1
votes

CASE

  1. my Qt application create a file by QFile
  2. I intend to use dll to read this file

SYMPTOM

  • dll cant use it, because it's occupied by the QAppilcation

ATTEMPT

  1. I tried file.close() to release the file, does not work;
  2. I tried other application to read this file, same symptom as occupied, which means dll is fine.

So, What can I do to release a file that is already created and closed by QFile?

Release the Qt file

    void MainWindow::creatFile(){
       QFile file("1.dat");
       if (!file.open(QIODevice::WriteOnly | QIODevice::Text))
           return ;

       if(!file.exists())
           return;

       QTextStream out(&file);
       out << "test" <<endl;

       out.flush();
       file.close(); // .~QFile() is not needed at all.
       return;
   }

convert QString to Character(Fortran)

typedef void (* myfun)(char string[255]); //How Qt pass character to Fortran dll

//QString-> std::string -> char* 
std::string fileName_std = fileName.replace("/","\\").toStdString();
const char* fileName_cstr = fileName_std.c_str();

char fileName_For90[255];
int length = sizeof(fileName_For90); 

//fill the left nulls of char with blanks which are required in Fortran
strcpy(fileName_For90,fileName_cstr);
for(int i = strlen(fileName_For90); i < length; i++){
    fileName_For90[i] = ' '; 
}
2
Is the QFile object used for writing destroyed at the point where the DLL wants to read the file?Frank Osterfeld
~QFile calls close(), but not vice versa.Frank Osterfeld
You don't have to call ~QFile explicitly. Leaving creatFile() does that for you (as stack variables are destroyed at the end of the block). Your code looks correct without the ~QFile call.Frank Osterfeld
More than that, you must (almost) never call destructor explicitly. It's dangerous and awkward. The rest of code is quite correct. Probably the cause is somewhere else. May be this file is still opened in another part of your app.Pavel Strakhov
What is this SHARE=? It is not standard Fortran.Vladimir F

2 Answers

0
votes

(This question has answers in the comments and edited into the question. The question has repeated edits and is more like a blog than a question and it is no longer clear what the question was, whereas SO expects a clear question and a clear answer. See Question with no answers, but issue solved in the comments (or extended in chat). I'm putting this community Wiki Answer so that the question is recorded as answered, however I'm finding it hard to extract an answer from all that chat and edit.)

The OP wrote:

Here is what I get during solving:

  1. .close() actually does close the file. And .flush() might be needed as you can find details here QFile::flush() vs QFile::close()
  2. the real problem lies in converting QString to Character in Fortran.
0
votes

I would suggest using QSaveFile. I have run into many instances where trying to create a file in place, and then immediately referencing and using it can cause this problem. QSaveFile creates the file in a temp space and moves it to it's final destination. This seems much more deterministic when other functions or signaled processes need to work on the file. This is partciularly true of QFileSystemWatcher.

void MainWindow::createFile(){
   QSaveFile file("1.dat");
   if (!file.open(QIODevice::WriteOnly | QIODevice::Text))
       return ;

   if(!file.exists())
       return;

   QTextStream out(&file);
   out << "test" <<endl;


   file.commit(); // .~QFile() is not needed at all.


■ **PROBLEM STATEMENT**
Pictures aside, copy every record word for word.

++++

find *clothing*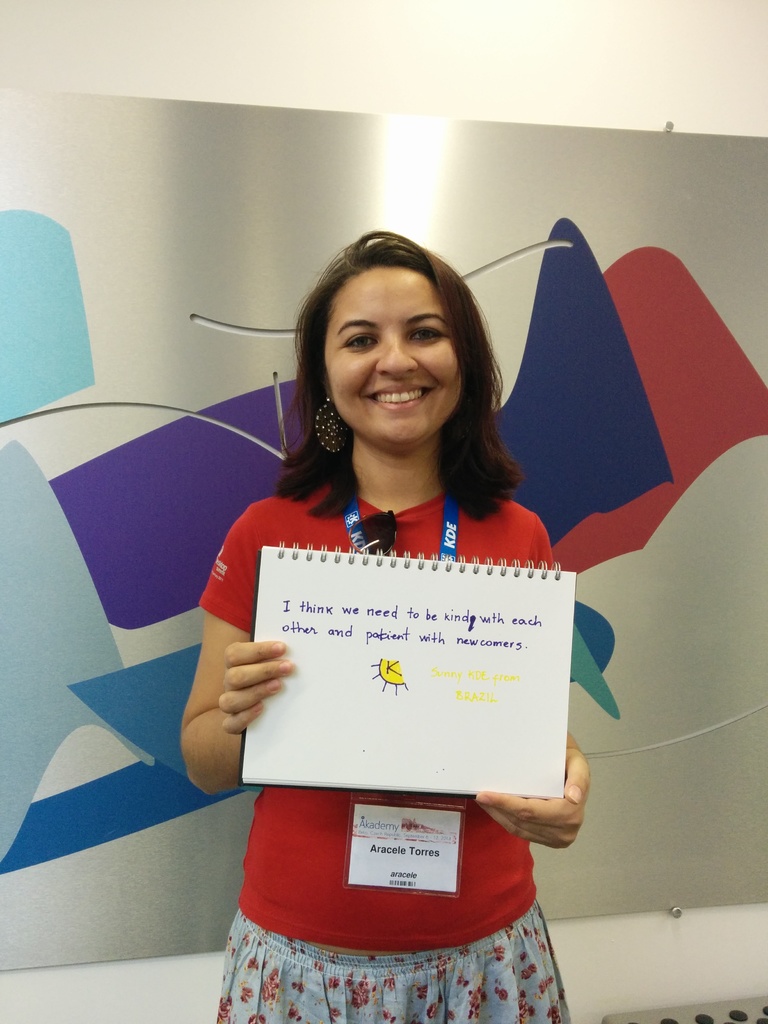
<bbox>198, 481, 575, 1023</bbox>
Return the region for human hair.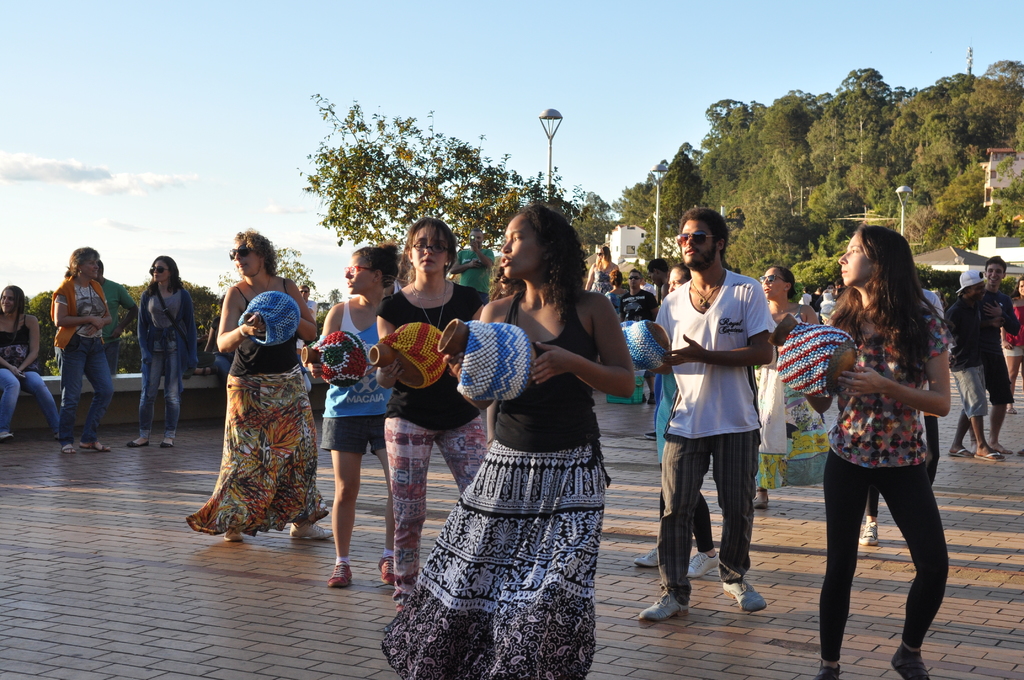
<region>488, 204, 589, 326</region>.
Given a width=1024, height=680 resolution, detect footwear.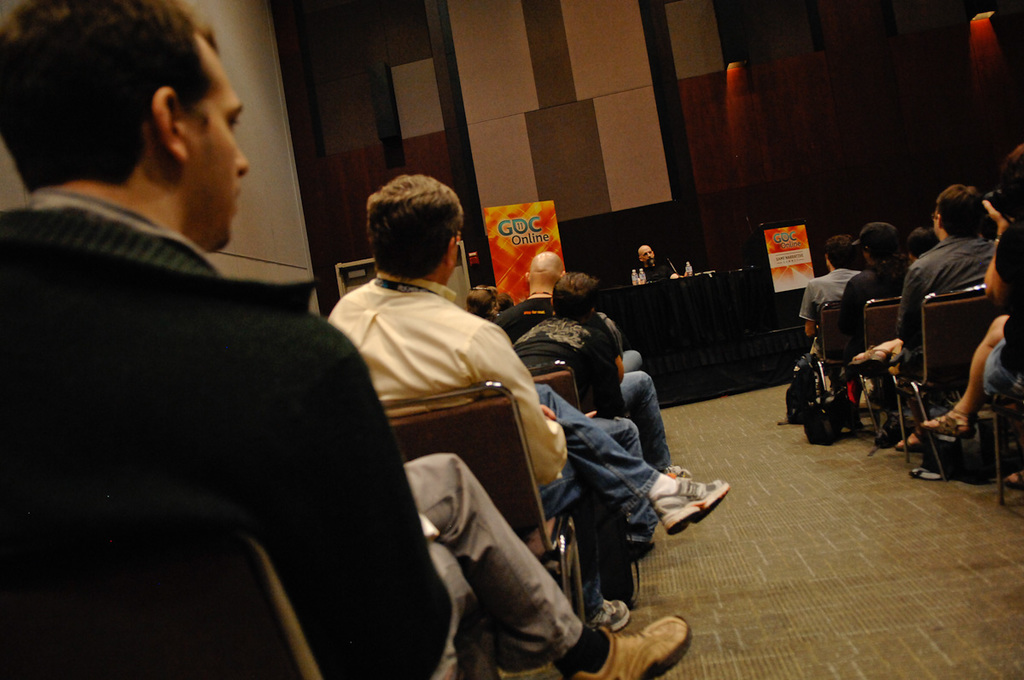
1000,468,1023,492.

++++

■ **RESULT BELOW**
find *clothing*
<bbox>198, 481, 575, 1023</bbox>
Return the region for human hair.
<region>488, 204, 589, 326</region>.
Given a width=1024, height=680 resolution, detect footwear.
1000,468,1023,492.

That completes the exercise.